A new global report reveals that youth in Ghana, Nigeria, and Kenya exhibit the highest mental well-being globally, defying a worsening mental health crisis among young adults in the West.
In a striking subversion of global narratives, young adults in Kenya have been ranked third worldwide in mental health resilience, according to the groundbreaking 2025 Global Mind Health Report published by Sapien Labs.
While over 41% of young adults aged 18 to 34 across Europe and the Americas are plunging into a severe "mind health crisis," Sub-Saharan Africa is emerging as a fortress of psychological fortitude. This revelation demands a radical reassessment of how socio-cultural environments impact cognitive survival.
The comprehensive survey, which aggregated data from nearly one million internet-enabled respondents across 84 countries, placed Ghana at the absolute top, followed immediately by Nigeria and Kenya. Zimbabwe and Tanzania completed the top five.
Despite facing severe economic headwinds, high unemployment, and daily infrastructural challenges, African youth demonstrated superior emotional regulation, physical resilience, and social functioning compared to their wealthier Western counterparts.

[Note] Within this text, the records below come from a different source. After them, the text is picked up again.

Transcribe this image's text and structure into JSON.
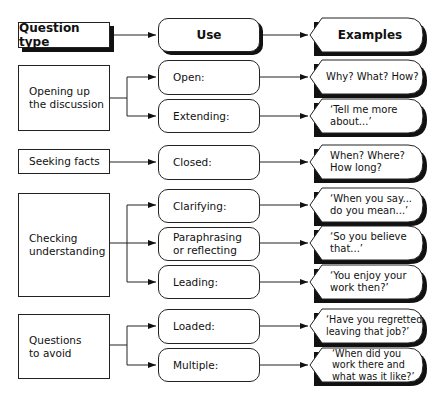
{
  "diagram": {
    "headers": {
      "question_type": "Question type",
      "use": "Use",
      "examples": "Examples"
    },
    "groups": [
      {
        "type": "Opening up\nthe discussion",
        "uses": [
          {
            "label": "Open:",
            "example": "Why? What? How?"
          },
          {
            "label": "Extending:",
            "example": "‘Tell me more\nabout...’"
          }
        ]
      },
      {
        "type": "Seeking facts",
        "uses": [
          {
            "label": "Closed:",
            "example": "When? Where?\nHow long?"
          }
        ]
      },
      {
        "type": "Checking\nunderstanding",
        "uses": [
          {
            "label": "Clarifying:",
            "example": "‘When you say...\ndo you mean...’"
          },
          {
            "label": "Paraphrasing\nor reflecting",
            "example": "‘So you believe\nthat...’"
          },
          {
            "label": "Leading:",
            "example": "‘You enjoy your\nwork then?’"
          }
        ]
      },
      {
        "type": "Questions\nto avoid",
        "uses": [
          {
            "label": "Loaded:",
            "example": "‘Have you regretted\nleaving that job?’"
          },
          {
            "label": "Multiple:",
            "example": "‘When did you\nwork there and\nwhat was it like?’"
          }
        ]
      }
    ],
    "colors": {
      "stroke": "#222222",
      "shadow": "#111111",
      "fill": "#ffffff"
    }
  }
}
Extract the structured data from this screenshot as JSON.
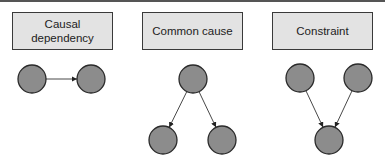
{
  "panels": [
    {
      "title": "Causal\ndependency",
      "box": {
        "left": 12,
        "width": 102
      },
      "nodes": [
        {
          "id": "A",
          "cx": 32,
          "cy": 79,
          "r": 14
        },
        {
          "id": "B",
          "cx": 91,
          "cy": 79,
          "r": 14
        }
      ],
      "edges": [
        {
          "from": "A",
          "to": "B"
        }
      ]
    },
    {
      "title": "Common cause",
      "box": {
        "left": 142,
        "width": 102
      },
      "nodes": [
        {
          "id": "C",
          "cx": 193,
          "cy": 79,
          "r": 14
        },
        {
          "id": "D",
          "cx": 163,
          "cy": 140,
          "r": 14
        },
        {
          "id": "E",
          "cx": 222,
          "cy": 140,
          "r": 14
        }
      ],
      "edges": [
        {
          "from": "C",
          "to": "D"
        },
        {
          "from": "C",
          "to": "E"
        }
      ]
    },
    {
      "title": "Constraint",
      "box": {
        "left": 272,
        "width": 101
      },
      "nodes": [
        {
          "id": "F",
          "cx": 300,
          "cy": 78,
          "r": 14
        },
        {
          "id": "G",
          "cx": 358,
          "cy": 78,
          "r": 14
        },
        {
          "id": "H",
          "cx": 329,
          "cy": 140,
          "r": 14
        }
      ],
      "edges": [
        {
          "from": "F",
          "to": "H"
        },
        {
          "from": "G",
          "to": "H"
        }
      ]
    }
  ],
  "colors": {
    "box_fill": "#e3e3e3",
    "box_border": "#3a3a3a",
    "node_fill": "#8c8c8c",
    "node_stroke": "#2a2a2a",
    "edge": "#333333"
  }
}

However, the report also highlighted a stark generational divide within Kenya itself. Kenyan young adults posted an average Mind Health Quotient (MHQ) score of 63, which, while globally impressive, pales in comparison to the MHQ score of 107 recorded among Kenyans aged 55 and above.

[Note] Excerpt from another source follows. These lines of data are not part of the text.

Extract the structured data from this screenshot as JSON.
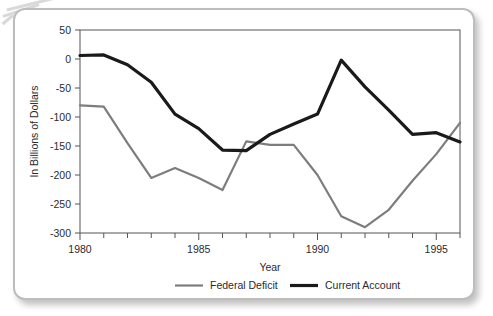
{
  "figure": {
    "frame_color": "#bdbdbd",
    "background": "#ffffff"
  },
  "chart_data": {
    "type": "line",
    "title": "",
    "xlabel": "Year",
    "ylabel": "In Billions of Dollars",
    "xlim": [
      1980,
      1996
    ],
    "ylim": [
      -300,
      50
    ],
    "xticks": [
      1980,
      1985,
      1990,
      1995
    ],
    "xtick_labels": [
      "1980",
      "1985",
      "1990",
      "1995"
    ],
    "xminor_step": 1,
    "yticks": [
      50,
      0,
      -50,
      -100,
      -150,
      -200,
      -250,
      -300
    ],
    "ytick_labels": [
      "50",
      "0",
      "-50",
      "-100",
      "-150",
      "-200",
      "-250",
      "-300"
    ],
    "grid": false,
    "legend_position": "bottom",
    "x": [
      1980,
      1981,
      1982,
      1983,
      1984,
      1985,
      1986,
      1987,
      1988,
      1989,
      1990,
      1991,
      1992,
      1993,
      1994,
      1995,
      1996
    ],
    "series": [
      {
        "name": "Federal Deficit",
        "color": "#7d7d7d",
        "width": 2.2,
        "values": [
          -80,
          -82,
          -145,
          -205,
          -188,
          -205,
          -226,
          -142,
          -148,
          -148,
          -200,
          -271,
          -290,
          -260,
          -210,
          -164,
          -110
        ]
      },
      {
        "name": "Current Account",
        "color": "#1a1a1a",
        "width": 3.2,
        "values": [
          6,
          7,
          -10,
          -40,
          -95,
          -120,
          -157,
          -158,
          -130,
          -112,
          -95,
          -2,
          -48,
          -88,
          -130,
          -127,
          -143
        ]
      }
    ]
  },
  "axes": {
    "y_title": "In Billions of Dollars",
    "x_title": "Year"
  },
  "legend": {
    "items": [
      {
        "label": "Federal Deficit",
        "color": "#7d7d7d",
        "width": 2.2
      },
      {
        "label": "Current Account",
        "color": "#1a1a1a",
        "width": 3.2
      }
    ]
  }
}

This internal divergence, heavily exacerbated by the residual impacts of the Covid-19 pandemic and rapid digital saturation, indicates that while Kenyan youth are globally resilient, they are still navigating unprecedented modern stressors that older generations largely escaped.

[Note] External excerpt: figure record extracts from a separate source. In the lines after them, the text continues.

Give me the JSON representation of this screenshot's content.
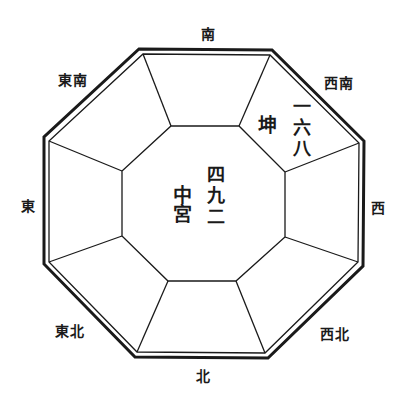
{
  "diagram": {
    "type": "bagua-octagon",
    "colors": {
      "line": "#1a1a1a",
      "background": "#ffffff",
      "text": "#1a1a1a"
    },
    "directions": {
      "south": "南",
      "southwest": "西南",
      "west": "西",
      "northwest": "西北",
      "north": "北",
      "northeast": "東北",
      "east": "東",
      "southeast": "東南"
    },
    "center": {
      "palace": "中宮",
      "numbers": "四九二"
    },
    "southwest_sector": {
      "trigram": "坤",
      "numbers": "一六八"
    }
  }
}
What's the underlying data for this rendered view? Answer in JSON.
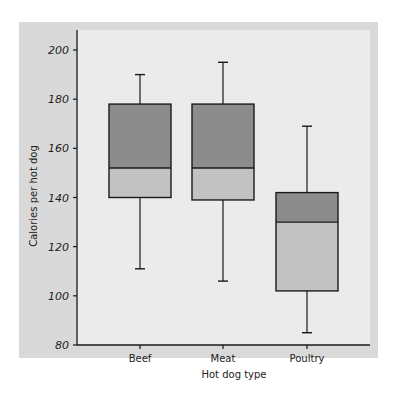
{
  "chart_data": {
    "type": "box",
    "title": "",
    "xlabel": "Hot dog type",
    "ylabel": "Calories per hot dog",
    "ylim": [
      80,
      205
    ],
    "yticks": [
      80,
      100,
      120,
      140,
      160,
      180,
      200
    ],
    "categories": [
      "Beef",
      "Meat",
      "Poultry"
    ],
    "series": [
      {
        "name": "Beef",
        "min": 111,
        "q1": 140,
        "median": 152,
        "q3": 178,
        "max": 190
      },
      {
        "name": "Meat",
        "min": 106,
        "q1": 139,
        "median": 152,
        "q3": 178,
        "max": 195
      },
      {
        "name": "Poultry",
        "min": 85,
        "q1": 102,
        "median": 130,
        "q3": 142,
        "max": 169
      }
    ],
    "colors": {
      "upper_box": "#8c8c8c",
      "lower_box": "#c2c2c2",
      "outline": "#1a1a1a",
      "frame": "#d9d9d9",
      "panel": "#ebebeb"
    },
    "grid": false,
    "legend": null
  }
}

The economic ramifications of mental health cannot be overstated. A mentally crippled workforce costs the global economy trillions of KES in lost productivity annually. Kenya’s strong standing offers a unique competitive advantage in the global labor market.
Policymakers must leverage this resilience by investing heavily in youth-centric economic opportunities, ensuring that this psychological capital is converted into tangible, sustainable national wealth.
"We assessed a wide range of capacities essential for navigating life's challenges and found that many young adults are struggling, alongside depression and anxiety," noted Tara Thiagarajan, lead author and chief scientist at Sapien Labs.